NEW ORLEANS — Heavy mold and deteriorating elevators, HVAC units and plumbing are some of the issues that have been plaguing New Orleans Police Department headquarters.

But those aren’t the only problems at aging police facilities around the criminal justice complex near Orleans Avenue and North Broad Street. Don’t forget the vermin, NOPD Superintendent Anne Kirkpatrick told the City Council’s Criminal Justice Committee on Monday.

“The rats are eating our marijuana,” Kirkpatrick said. “They’re all high.”

Rodents have infested police headquarters, scattering feces across desks and feasting on narcotics in the department’s evidence room, she said. Cockroaches are also abundant.

“It is not just at police headquarters. It is all the districts. The uncleanliness is off the charts,” Kirkpatrick said. “The janitorial cleaning (team) deserves an award trying to clean what is uncleanable.”

Kirkpatrick’s grim assessment of police facilities came as she lobbied to relocate department headquarters to a downtown high rise. The council is considering a 10-year lease on two upper floors of 1615 Poydras Tower, a temporary move while the department maps out future long-term housing, she said.

A motion to authorize the pending lease agreement cleared the committee and goes next to a full council vote. Chief Administrative Officer Gilbert Montaño described it as a big step that may be followed by plans to vacate other buildings in the Mid-City justice complex.

“I foresee most of the criminal justice agencies will have to be temporarily housed as we address these old decrepit buildings,” said Montaño, who described the NOPD move as a “Herculean lift.”

He said the 1968 headquarters building has sunken into “dire straits.” Under the terms of the lease agreement, the city would pay total base rent of $7.6 million from its general fund over the 10 years to rent instead.

“It’s a good deal for the city to move here,” said Montaño.
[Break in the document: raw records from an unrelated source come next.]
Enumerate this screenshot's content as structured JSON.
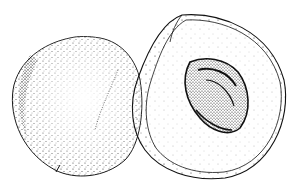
{
  "image": {
    "subject": "Peach illustration",
    "style": "stippled pen-and-ink drawing",
    "elements": [
      {
        "name": "whole-peach",
        "description": "Whole peach on the left, heavily stippled with a crease"
      },
      {
        "name": "halved-peach",
        "description": "Peach cut in half on the right showing flesh and pit"
      },
      {
        "name": "peach-pit",
        "description": "Textured stone inside the halved peach"
      }
    ],
    "colors": {
      "ink": "#111111",
      "paper": "#ffffff"
    }
  }
}
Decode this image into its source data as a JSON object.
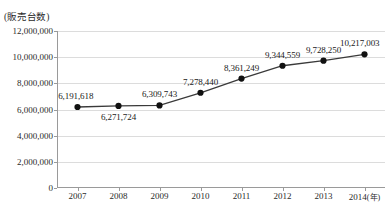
{
  "chart_data": {
    "type": "line",
    "title": "",
    "xlabel": "(年)",
    "ylabel": "(販売台数)",
    "categories": [
      "2007",
      "2008",
      "2009",
      "2010",
      "2011",
      "2012",
      "2013",
      "2014"
    ],
    "values": [
      6191618,
      6271724,
      6309743,
      7278440,
      8361249,
      9344559,
      9728250,
      10217003
    ],
    "value_labels": [
      "6,191,618",
      "6,271,724",
      "6,309,743",
      "7,278,440",
      "8,361,249",
      "9,344,559",
      "9,728,250",
      "10,217,003"
    ],
    "label_positions": [
      "above",
      "below",
      "above",
      "above",
      "above",
      "above",
      "above",
      "above"
    ],
    "ylim": [
      0,
      12000000
    ],
    "ytick_values": [
      0,
      2000000,
      4000000,
      6000000,
      8000000,
      10000000,
      12000000
    ],
    "ytick_labels": [
      "0",
      "2,000,000",
      "4,000,000",
      "6,000,000",
      "8,000,000",
      "10,000,000",
      "12,000,000"
    ],
    "grid": "horizontal",
    "legend": "none",
    "series_color": "#3a3a3a",
    "marker_color": "#111111",
    "grid_color": "#dcdcdc",
    "axis_color": "#9a9a9a"
  },
  "axis": {
    "y_unit_caption": "(販売台数)",
    "x_unit_suffix": "(年)"
  }
}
He said putting money into repairs to the existing headquarters would cost three times as much.

The NOPD began agitating for a new headquarters before the pandemic, including a $37 million budget request in 2019. But that wish-list item didn’t go far. Kirkpatrick prioritized it after her confirmation as the city’s police chief in October, according to a source privy to the discussions.

The source said Kirkpatrick, a West Coast transplant, was “adamant” about getting new digs for NOPD headquarters and around 400 staffers who work there. Last year, many of them worked from home for weeks or months after the building’s air-conditioning collapsed.
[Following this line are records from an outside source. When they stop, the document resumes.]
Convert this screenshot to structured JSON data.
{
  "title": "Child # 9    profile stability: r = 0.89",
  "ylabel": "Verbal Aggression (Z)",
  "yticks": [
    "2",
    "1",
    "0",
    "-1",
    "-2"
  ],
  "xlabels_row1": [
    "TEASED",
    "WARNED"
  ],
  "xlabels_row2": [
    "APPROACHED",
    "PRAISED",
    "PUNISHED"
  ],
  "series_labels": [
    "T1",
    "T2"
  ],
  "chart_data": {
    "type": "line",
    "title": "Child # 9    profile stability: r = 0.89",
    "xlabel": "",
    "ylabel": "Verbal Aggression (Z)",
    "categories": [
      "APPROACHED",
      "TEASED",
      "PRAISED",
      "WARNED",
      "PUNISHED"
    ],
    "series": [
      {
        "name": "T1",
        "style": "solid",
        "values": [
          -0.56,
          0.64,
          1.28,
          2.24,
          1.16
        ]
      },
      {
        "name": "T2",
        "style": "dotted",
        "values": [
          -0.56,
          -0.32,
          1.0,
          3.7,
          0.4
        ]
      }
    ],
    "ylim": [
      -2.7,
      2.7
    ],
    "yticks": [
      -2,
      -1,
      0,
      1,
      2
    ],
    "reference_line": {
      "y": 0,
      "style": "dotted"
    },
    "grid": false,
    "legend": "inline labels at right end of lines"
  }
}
On Monday, Kirkpatrick described the building as a “turn-off” to any potential out-of-state transfers, moreover those who work there.

“It’s not OK, and it’s not OK for people to be treated that way and be called valued,” she said.
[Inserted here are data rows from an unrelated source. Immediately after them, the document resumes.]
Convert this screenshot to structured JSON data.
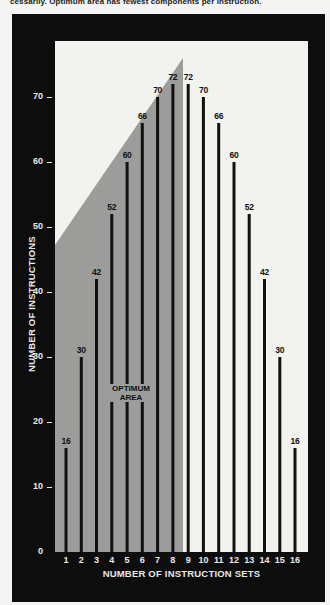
{
  "caption": "cessarily. Optimum area has fewest components per instruction.",
  "colors": {
    "frame": "#0d0d0d",
    "plot_background": "#f2f2ef",
    "optimum_area": "#9c9c9a",
    "bars": "#111111",
    "axis_text": "#e8e8e8"
  },
  "chart_data": {
    "type": "bar",
    "title": "",
    "xlabel": "NUMBER OF INSTRUCTION SETS",
    "ylabel": "NUMBER OF INSTRUCTIONS",
    "categories": [
      "1",
      "2",
      "3",
      "4",
      "5",
      "6",
      "7",
      "8",
      "9",
      "10",
      "11",
      "12",
      "13",
      "14",
      "15",
      "16"
    ],
    "values": [
      16,
      30,
      42,
      52,
      60,
      66,
      70,
      72,
      72,
      70,
      66,
      60,
      52,
      42,
      30,
      16
    ],
    "data_labels": [
      "16",
      "30",
      "42",
      "52",
      "60",
      "66",
      "70",
      "72",
      "72",
      "70",
      "66",
      "60",
      "52",
      "42",
      "30",
      "16"
    ],
    "yticks": [
      "0",
      "10",
      "20",
      "30",
      "40",
      "50",
      "60",
      "70"
    ],
    "ylim": [
      0,
      78
    ],
    "grid": false,
    "legend": null,
    "annotations": [
      {
        "text": "OPTIMUM AREA",
        "region": "shaded triangle-topped area covering instruction sets 1 through 8"
      }
    ]
  }
}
Council member Oliver Thomas, who chairs the Criminal Justice Committee, said the news of marijuana-addled rats was unexpected, but that he’s come to expect surprises in the NOPD’s quest for a new headquarters.

“Everything is a surprise. It was a surprise that headquarters was going to move when we heard about it in the news. It shouldn’t be a surprise that we are surprised,” Thomas said.

Old buildings in New Orleans, like NOPD’s 1960s headquarters at 715 South Broad Street, attract rats, Thomas said.

One NOPD veteran, speaking anonymously, said the headquarters building has been infested with vermin for his nearly two decades on the force, and that it’s not unusual for officers to develop a sneeze or cough after a visit to the moldy building.

“It’s horrible. I don’t think it ever recovered from Katrina, to be honest,” he said. “The basement was full (of flood water). You get a lot of rodents that climb through the walls. Some things you just can’t get to, so there has always been some type of rodent, bugs, rats, mice, whatever.”

Kirkpatrick suggested her outsider perspective helped her see the age-old problem and “extreme disrepair” with fresh eyes.

“She seems to have a low tolerance for rats,” Thomas said. “Just like me.”